As late-afternoon blurs into early-evening, the pace picks up a bit thanks to Swedish post-punks Holograms at the Artrocker tent and their Leeds prog-punk counterparts Eagulls, who feature at the imaginatively-named ‘Second stage’. The two groups’ successive time slots means we get to be treated to a whole hour of angsty screeches and raw guitars accompanied by the “is-that-spilt-beer-or-is-it-sweat” portion of the crowd, finishing up just in time for all to ponder what they’re going to have for a well-earned food break.

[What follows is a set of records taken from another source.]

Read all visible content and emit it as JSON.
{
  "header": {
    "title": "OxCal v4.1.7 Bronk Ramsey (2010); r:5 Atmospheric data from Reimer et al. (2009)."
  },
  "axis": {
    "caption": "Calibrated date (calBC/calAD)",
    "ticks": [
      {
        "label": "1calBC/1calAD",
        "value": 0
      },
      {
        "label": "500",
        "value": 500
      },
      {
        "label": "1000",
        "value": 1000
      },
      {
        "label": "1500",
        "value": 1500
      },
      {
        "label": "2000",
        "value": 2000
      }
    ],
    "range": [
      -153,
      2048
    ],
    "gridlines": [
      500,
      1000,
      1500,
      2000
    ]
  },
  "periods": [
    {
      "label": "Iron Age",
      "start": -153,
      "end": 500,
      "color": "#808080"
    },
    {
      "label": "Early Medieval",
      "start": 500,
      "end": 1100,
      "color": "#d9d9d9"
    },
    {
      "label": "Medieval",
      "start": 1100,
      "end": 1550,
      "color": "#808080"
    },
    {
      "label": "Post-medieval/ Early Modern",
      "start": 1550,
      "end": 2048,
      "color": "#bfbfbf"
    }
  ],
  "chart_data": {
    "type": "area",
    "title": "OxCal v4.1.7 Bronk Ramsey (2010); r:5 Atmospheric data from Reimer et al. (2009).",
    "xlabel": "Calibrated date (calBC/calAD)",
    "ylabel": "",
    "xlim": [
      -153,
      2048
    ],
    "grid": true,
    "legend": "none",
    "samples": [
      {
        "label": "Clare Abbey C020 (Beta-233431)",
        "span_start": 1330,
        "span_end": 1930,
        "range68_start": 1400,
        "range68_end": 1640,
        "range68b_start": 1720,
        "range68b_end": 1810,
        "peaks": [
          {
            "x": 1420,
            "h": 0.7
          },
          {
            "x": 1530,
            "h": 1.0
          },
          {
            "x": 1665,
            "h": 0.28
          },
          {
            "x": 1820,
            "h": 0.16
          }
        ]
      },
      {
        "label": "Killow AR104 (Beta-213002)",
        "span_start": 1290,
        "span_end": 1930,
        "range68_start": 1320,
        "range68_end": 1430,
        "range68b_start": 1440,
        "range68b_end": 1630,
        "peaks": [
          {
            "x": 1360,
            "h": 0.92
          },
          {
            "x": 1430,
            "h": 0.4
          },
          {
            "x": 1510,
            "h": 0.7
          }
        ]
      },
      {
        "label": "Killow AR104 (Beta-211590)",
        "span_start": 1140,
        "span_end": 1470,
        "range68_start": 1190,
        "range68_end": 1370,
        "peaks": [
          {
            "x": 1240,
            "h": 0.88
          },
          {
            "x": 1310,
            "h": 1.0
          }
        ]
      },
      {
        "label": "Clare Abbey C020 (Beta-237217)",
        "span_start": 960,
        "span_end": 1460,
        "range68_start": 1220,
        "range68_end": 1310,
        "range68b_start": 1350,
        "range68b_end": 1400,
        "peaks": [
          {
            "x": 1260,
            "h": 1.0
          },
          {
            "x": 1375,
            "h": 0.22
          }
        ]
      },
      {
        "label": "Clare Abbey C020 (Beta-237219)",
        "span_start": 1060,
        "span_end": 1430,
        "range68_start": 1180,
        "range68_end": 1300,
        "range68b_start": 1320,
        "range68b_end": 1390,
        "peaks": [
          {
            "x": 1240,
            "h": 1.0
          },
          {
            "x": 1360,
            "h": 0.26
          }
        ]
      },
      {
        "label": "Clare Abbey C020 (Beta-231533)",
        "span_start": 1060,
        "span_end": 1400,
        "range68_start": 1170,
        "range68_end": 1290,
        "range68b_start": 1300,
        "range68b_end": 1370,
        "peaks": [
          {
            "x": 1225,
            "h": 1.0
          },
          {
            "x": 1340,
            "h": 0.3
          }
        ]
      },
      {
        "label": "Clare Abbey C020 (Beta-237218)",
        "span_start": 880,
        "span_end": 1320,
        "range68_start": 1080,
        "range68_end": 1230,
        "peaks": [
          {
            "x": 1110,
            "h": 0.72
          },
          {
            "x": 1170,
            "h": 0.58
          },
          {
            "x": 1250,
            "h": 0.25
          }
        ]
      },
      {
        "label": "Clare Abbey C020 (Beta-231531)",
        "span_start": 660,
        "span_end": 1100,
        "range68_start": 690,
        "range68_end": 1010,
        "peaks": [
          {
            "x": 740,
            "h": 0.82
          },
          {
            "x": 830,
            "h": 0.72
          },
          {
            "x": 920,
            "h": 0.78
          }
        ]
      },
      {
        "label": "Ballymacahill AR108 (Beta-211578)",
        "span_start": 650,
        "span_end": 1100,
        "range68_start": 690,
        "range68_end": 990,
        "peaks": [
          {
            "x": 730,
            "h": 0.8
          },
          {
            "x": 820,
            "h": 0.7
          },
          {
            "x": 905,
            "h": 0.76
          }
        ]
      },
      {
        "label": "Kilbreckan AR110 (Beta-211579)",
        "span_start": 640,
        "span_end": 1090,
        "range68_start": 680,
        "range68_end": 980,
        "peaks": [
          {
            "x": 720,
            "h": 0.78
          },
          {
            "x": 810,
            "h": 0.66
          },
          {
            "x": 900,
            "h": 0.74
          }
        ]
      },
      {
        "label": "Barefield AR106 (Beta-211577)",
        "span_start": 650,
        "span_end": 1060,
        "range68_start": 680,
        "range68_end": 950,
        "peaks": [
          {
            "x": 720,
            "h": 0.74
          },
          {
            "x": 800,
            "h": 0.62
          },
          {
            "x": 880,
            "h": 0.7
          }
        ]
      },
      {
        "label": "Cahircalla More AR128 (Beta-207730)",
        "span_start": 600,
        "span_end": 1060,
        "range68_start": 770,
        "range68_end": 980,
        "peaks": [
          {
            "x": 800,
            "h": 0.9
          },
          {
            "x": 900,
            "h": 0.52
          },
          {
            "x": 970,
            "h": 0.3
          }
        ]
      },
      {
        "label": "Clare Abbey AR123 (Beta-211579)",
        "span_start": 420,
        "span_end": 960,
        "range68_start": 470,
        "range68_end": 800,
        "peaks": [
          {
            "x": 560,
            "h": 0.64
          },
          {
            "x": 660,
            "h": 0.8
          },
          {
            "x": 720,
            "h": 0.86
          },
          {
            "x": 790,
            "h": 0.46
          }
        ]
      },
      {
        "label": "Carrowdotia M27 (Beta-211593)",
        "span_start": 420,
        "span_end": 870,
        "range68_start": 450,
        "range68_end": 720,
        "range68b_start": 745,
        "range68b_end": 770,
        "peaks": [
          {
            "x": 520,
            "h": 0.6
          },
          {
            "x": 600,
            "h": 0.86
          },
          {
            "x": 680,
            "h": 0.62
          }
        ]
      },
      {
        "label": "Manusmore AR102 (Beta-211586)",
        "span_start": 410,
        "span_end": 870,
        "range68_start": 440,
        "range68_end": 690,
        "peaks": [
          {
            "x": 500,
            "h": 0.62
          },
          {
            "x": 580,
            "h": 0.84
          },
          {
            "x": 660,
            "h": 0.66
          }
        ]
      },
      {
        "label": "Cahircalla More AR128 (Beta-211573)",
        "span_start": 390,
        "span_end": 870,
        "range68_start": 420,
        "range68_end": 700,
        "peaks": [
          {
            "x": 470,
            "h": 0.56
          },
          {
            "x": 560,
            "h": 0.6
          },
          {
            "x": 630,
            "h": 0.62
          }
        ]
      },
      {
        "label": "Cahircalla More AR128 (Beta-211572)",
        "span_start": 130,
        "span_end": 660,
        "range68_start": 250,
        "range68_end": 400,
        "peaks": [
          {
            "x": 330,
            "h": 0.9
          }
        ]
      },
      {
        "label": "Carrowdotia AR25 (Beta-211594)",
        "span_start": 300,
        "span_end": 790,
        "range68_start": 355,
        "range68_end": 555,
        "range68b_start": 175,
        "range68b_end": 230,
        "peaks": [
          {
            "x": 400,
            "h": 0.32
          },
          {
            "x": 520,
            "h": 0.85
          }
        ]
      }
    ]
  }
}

After being won over by the punning skills of the Mac-n-cheese stall, opting for the ‘Kanye Western’ rather than the traditional ‘Annie Mac’, it’s over to liquor-store chic twopiece Deap Vally for a sunset slot at the main stage. The Cali duo, who look like they’ve walked straight from the set of ‘Natural Born Killers’ set the bar as “Ones To Beat” with their explosive rendition of recent single ‘Gonna Make My Own Money’, a track so perfect for the next Robert Rodriguez flick that with all the royalties rolling in from the soundtrack credits they’d soon not need to resort to such counterfeiting.
While Deap Vally may just steal the favourite new band status for any casual festival-goer just happening upon new acts, Savages must get a honorary mention in the same breath. The oft-lauded best live band in London at the moment deliver a blistering performance that means going to see the group any chance you get still makes up for only a handful of tracks existing online.
After a flurry of show-stoppers, it’s perhaps only fair that things are brought down a notch of two. Perhaps it’s the heightened sense of expectation now or just the beer going to our heads a touch, but the R&B being spun by the DJs at the Old Blue Last tent seems a much more appealing prospect than the inoffensive indie of Citizens! or the nostalgia dependence of Buzzcocks.
While Iceage closing the evening is hardly the festival headline act to excitedly text home about, they do a good job of energising the stragglers who’ve not called it a night already with their intricately noisy squall – even if the band’s distant gazes make it appear that they themselves may just be the ones having the least fun. But with offshoot after-parties situated on nearly every nearby side street, it’s not quite the end of matters for those who can just about muster a second wind.